The Internet’s computing and communications environments are complex and chaotic, lacking centralized control, which has spurred interest in peer‑to‑peer (P2P) overlays that enable large‑scale data sharing, content distribution, and multicast while offering features such as peer selection, redundancy, efficient search, data permanence, hierarchical naming, trust, authentication, anonymity, and scalable, fault‑tolerant routing. The article surveys and compares structured and unstructured P2P overlay networks. The authors categorize schemes into structured and unstructured groups and discuss their application‑level performance. The comparison highlights performance distinctions between the two groups of P2P overlays.

Abstract

Over the Internet today, computing and communications environments are significantly more complex and chaotic than classical distributed systems, lacking any centralized organization or hierarchical control.
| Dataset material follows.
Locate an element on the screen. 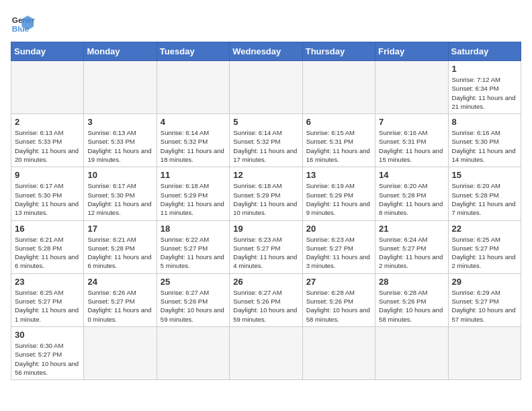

There has been much interest in emerging Peer-to-Peer (P2P) network overlays because they provide a good substrate for creating large-scale data sharing, content distribution, and application-level multicast applications. These P2P overlay networks attempt to provide a long list of features, such as: selection of nearby peers, redundant storage, efficient search/location of data items, data permanence or guarantees, hierarchical naming, trust and authentication, and anonymity. P2P networks potentially offer an efficient routing architecture that is self-organizing, massively scalable, and robust in the wide-area, combining fault tolerance, load balancing, and explicit notion of locality. In this article we present a survey and comparison of various Structured and Unstructured P2P overlay networks. We categorize the various schemes into these two groups in the design spectrum, and discuss the application-level network performance of each group.